We quickly follow up this effort with another interesting track called Little Steps which is actually a rearrangement of Giant Step from Chromatic T-Rex; an album I once described as a “jumbo pick n’ mix bag of pure ear candy.”

It’s statements like these that will eventually force me to change the name of this website…

The impressive size of Fragments stems from a fun array of shorter tracks that the album commentary (a PDF supplement that was sadly skipped for Dark Window) occasionally reveals to be theme songs or anthems for various media sources.

Tracks such as Glitch Bros. and Earth in a Jar are similarly not much longer than a minute and a half with change, but they still form a nice sojourn in their own right and it’s hard to imagine anyone having a problem with their inclusion.

On the opposite side of that coin you have tracks like Rolling Hills, Falling Gracefully and Crispy Static. These are longer and more involved pieces of music where it’s easy to see the stylistic similarity between this album and Color Sky; another of Prunty’s more “chilled out” electronic releases that gives you the impression of going on a very dream-like journey.

Half way through Fragments however you come across The Shadow– a track that very much sounds like it was accidentally left off of Dark Window! The sinister ambient pulse in this one stands in stark contrast to the rest of the album, but it does add a nice pinch of unpredictability to the compilation as a whole and will certainly delight the fans of such moodier numbers too.

Aside from that you also have the well-titled Waiting in Line at the Bank (QY70) which is a fun retro tune composed on archaic Yamaha hardware and certainly something a bit different.

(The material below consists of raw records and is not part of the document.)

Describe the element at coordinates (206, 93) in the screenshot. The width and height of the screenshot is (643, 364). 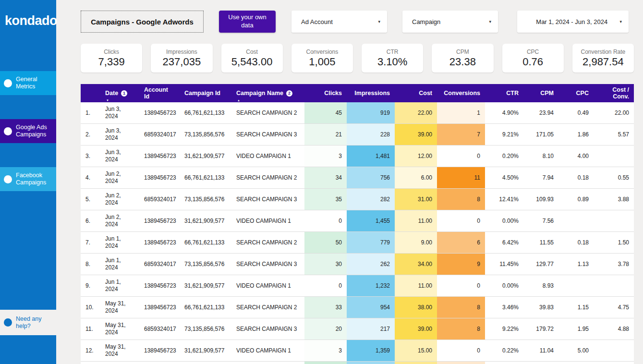
I see `column-header-campaign_id: Campaign Id` at that location.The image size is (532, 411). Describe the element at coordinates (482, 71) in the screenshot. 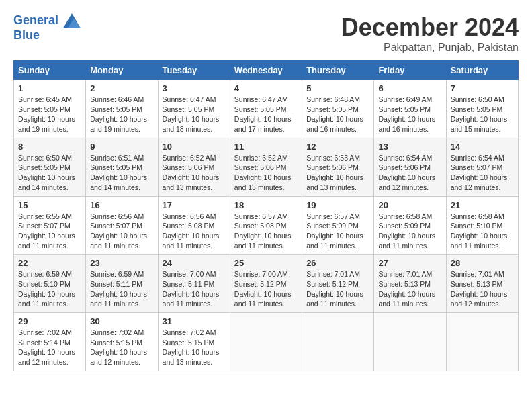

I see `day-header-saturday: Saturday` at that location.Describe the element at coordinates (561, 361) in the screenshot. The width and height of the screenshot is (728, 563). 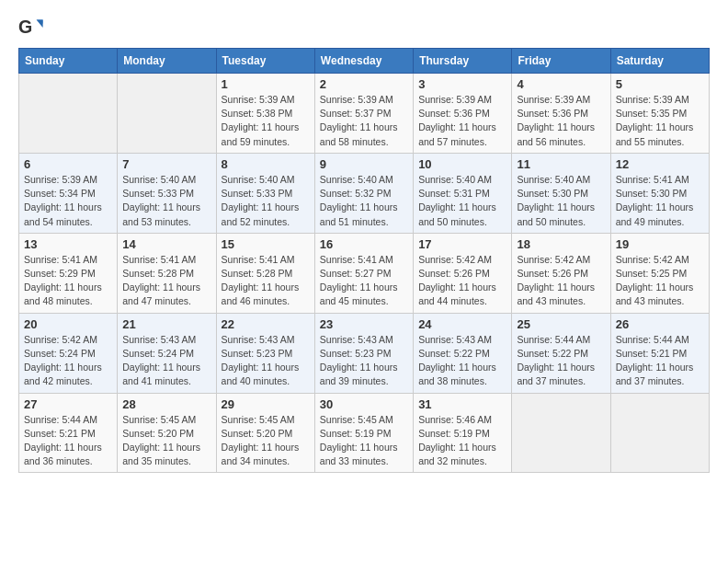
I see `day-info: Sunrise: 5:44 AM Sunset: 5:22 PM Dayligh…` at that location.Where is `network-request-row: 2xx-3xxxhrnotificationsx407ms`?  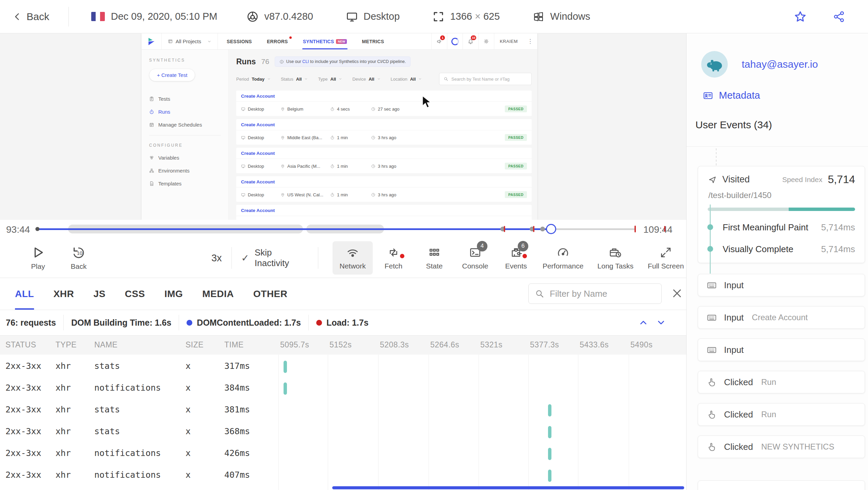 network-request-row: 2xx-3xxxhrnotificationsx407ms is located at coordinates (343, 476).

Topping all this off is The Western Apocalypse which marks the welcome return of the banjo – which I’m pretty sure appeared in Chromatic T-Rex, but don’t quote me – and forms a ‘ride off into the sunset’ style of outro that caps things off very nicely.

This is a really good effort then. It didn’t take me long to get into this one and by the simple virtue of releasing two great albums with mere weeks between them, it simply shows how much quality, creativity and energy Ben Prunty possesses as an artist.

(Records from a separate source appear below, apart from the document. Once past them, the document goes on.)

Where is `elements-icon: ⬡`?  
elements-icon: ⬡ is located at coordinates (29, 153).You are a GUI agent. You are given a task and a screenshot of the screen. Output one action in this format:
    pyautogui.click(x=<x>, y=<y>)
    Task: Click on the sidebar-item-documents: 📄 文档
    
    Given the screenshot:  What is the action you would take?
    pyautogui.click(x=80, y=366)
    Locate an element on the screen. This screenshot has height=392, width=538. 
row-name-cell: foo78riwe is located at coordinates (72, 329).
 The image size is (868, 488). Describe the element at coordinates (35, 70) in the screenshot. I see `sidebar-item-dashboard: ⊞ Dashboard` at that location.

Pretty much every track on Fragments is telling of the growing legacy of his style, but the overall theme of these little shards of music coming together to form a united sound (whether that message was ever intended or not) really suits this album perfectly and hints at a little bit more depth than I first expected.

 

CONCLUSION

Another album, another masterpiece. Prunty himself describes this as “20 tracks of smooth synths and fun grooves, mastered to sonic perfection” and I agree wholeheartedly. Fragments is perfect for the musical explorer in all of us and comes very easy to recommend at that.